Work has been maddening lately. Major deadlines are coming up the next two weeks, one of them having me in DC for a couple days. So how does one deal with all this stress? Head to the mountains and ski! Yep, I went up to Waterville early this morning, hoping my absence to go unnoticed. I'll be working more than enough hours this week to make up the few I missed anyway.
The valley has gotten something like 30" of new snow in the last several days. I feared that since it took until today to finish grooming, I might encounter soft conditions. On top of that, it was wicked cold, in the single digits when I got there. This is the end of February folks. We supposed to be skiing on sugar granular in T-shirts by now. No such luck this morning. Conditions were painfully slow. The grooming was perfect, but poles would punch through in many places due to softness underneath a top layer that set up.
I had limited time. I planned to ski no more than two hours, so I could go out quite a bit harder than usual. I opted to head directly to the north end via the golf course and hit Beanbender first. Who needs a warm-up! The snow was noisy. It squealed under my skis like a kid peeling out in a '68 Camaro. I had to endure this racket the whole time I skied. Very demoralizing. I barely survived climbing Beanbender, slowing to less than 3mph on the steepest part. The descent down Snows was only slightly faster. The redeeming quality skiing this stuff this morning was zero wind, cobalt blue skies, and no people. It was still good to be out.

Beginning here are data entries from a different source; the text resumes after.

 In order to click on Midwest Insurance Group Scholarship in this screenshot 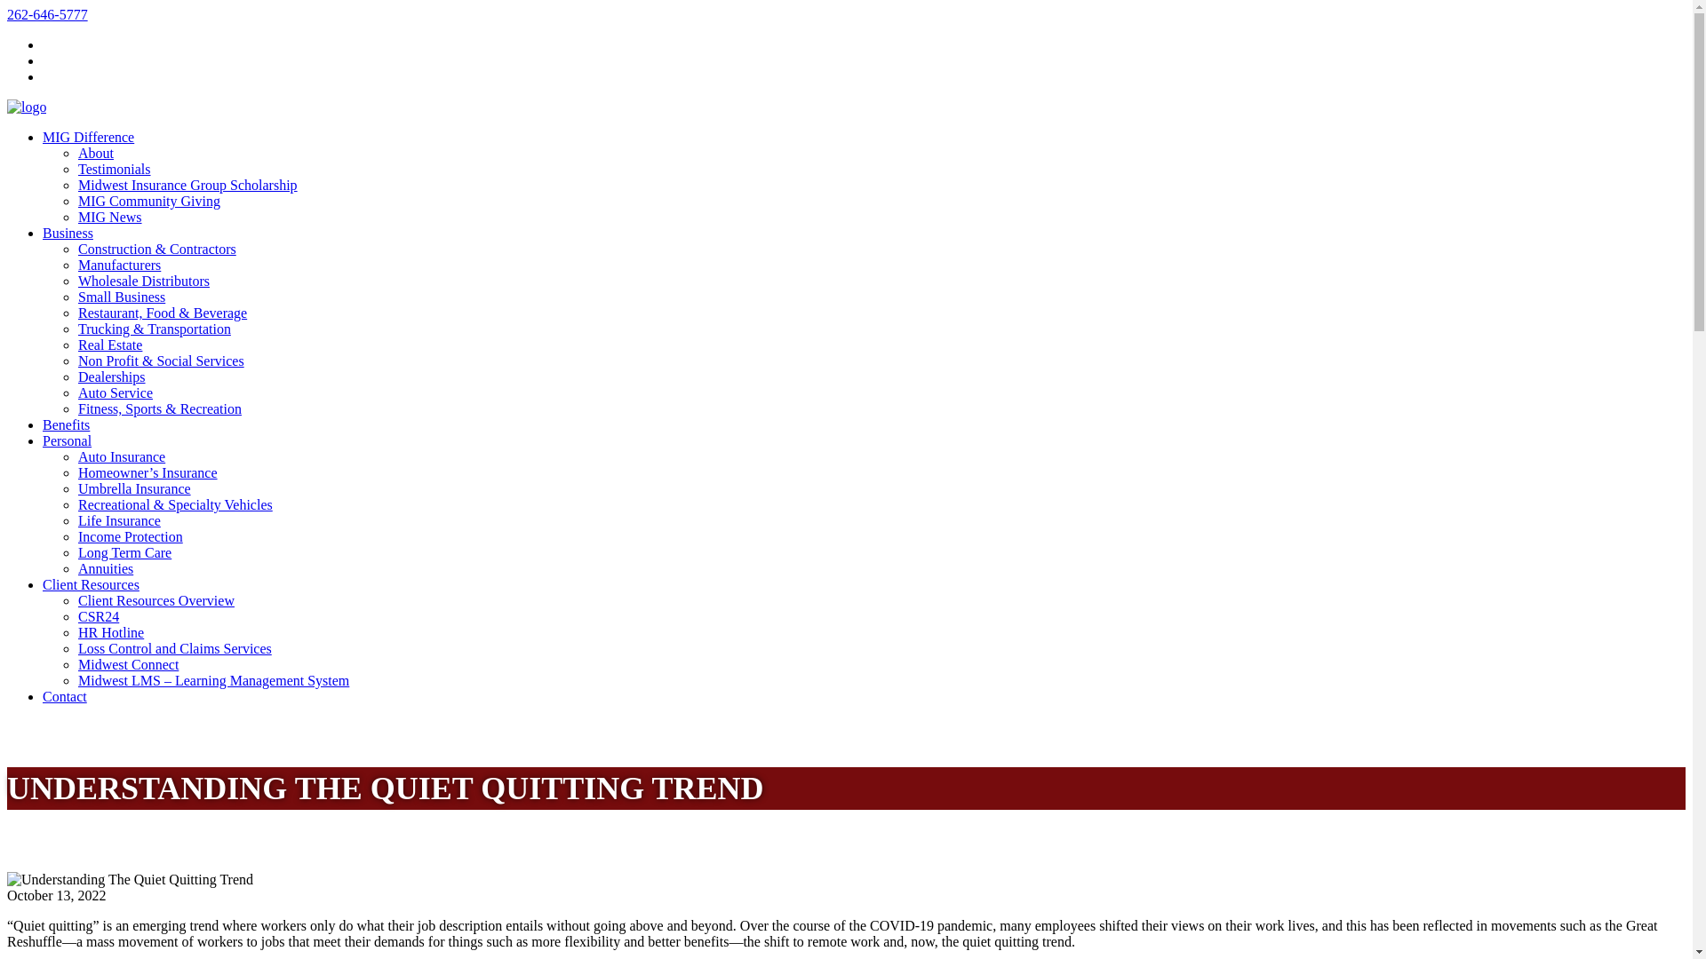, I will do `click(187, 185)`.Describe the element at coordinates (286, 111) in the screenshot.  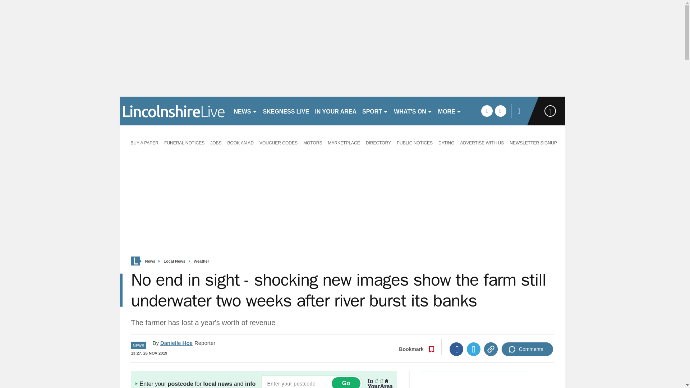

I try to ski a different route each time at WV. After cresting Snows, I descended all the way to the bottom of Snows, turned around, then climbed back up Snows to summit of Cascade Brook Trail. The descent down Cascade was quite sweet actually, with such slow snow there was no need to scrub off speed.
For my third and final hillclimb interval, I went over to Tripoli. Now this bugger must have been groomed just once since the last snow dump, and it was wicked easy to punch skis through the surface. It was mushier than a fresh cow pie. The harder I worked at it, the slower I actually went. I pretty much had to soft pedal this baby all the way up. I wrapped up by taking Swans back. So that was 600, 700 and 800 footers for the major climbs, the last one taking about 26 minutes. Three climbs perfectly sized for intervals. The workout was good for 31.2km, 2650ft in 2:19hrs.
I had thought about hitting Weston Tuesday night instead of this morning's ski, but after hearing the reports I'm glad I didn't go. A few good skiers crashed out of the race, getting banged up in the process. I would have hopelessly flailed away in those conditions and not gotten the workout I sought. I was pretty trashed after this morning's workout. Trashed in a good way.
I haven't talked much about riding lately. Perhaps the only thing more boring than talking about ski workouts is talking about routine lunch training rides. I've been on the road bike going on three weeks now. After averaging just over 4hrs per week riding for the first 8 weeks of the year, I worried that I could lose too much cycling specific fitness. I'm not as worried anymore after some stellar 30+ mile solo efforts. The desire to suffer is still there. Still though, it seems Battenkill is coming up awfully quick. I'll be doing Battenkill right after spending 12 days in Hawaii this year, so I'm not expecting much. I typically need a week to ten days to recover from my vacations.
This weekend is setting up to be another Waterville/Otis double header. Plan is to ski Saturday, ride Sunday, best of both worlds! Anybody up for a three hour romp at Otis?
1 comment:
It takes some work to figure out how to ski in that fresh soft snow, but once you get it down it can actually be manageable, if a lot more tiring. Its much worse when its been groomed than when its just falling snow over a base though, gets so mashed up so fast.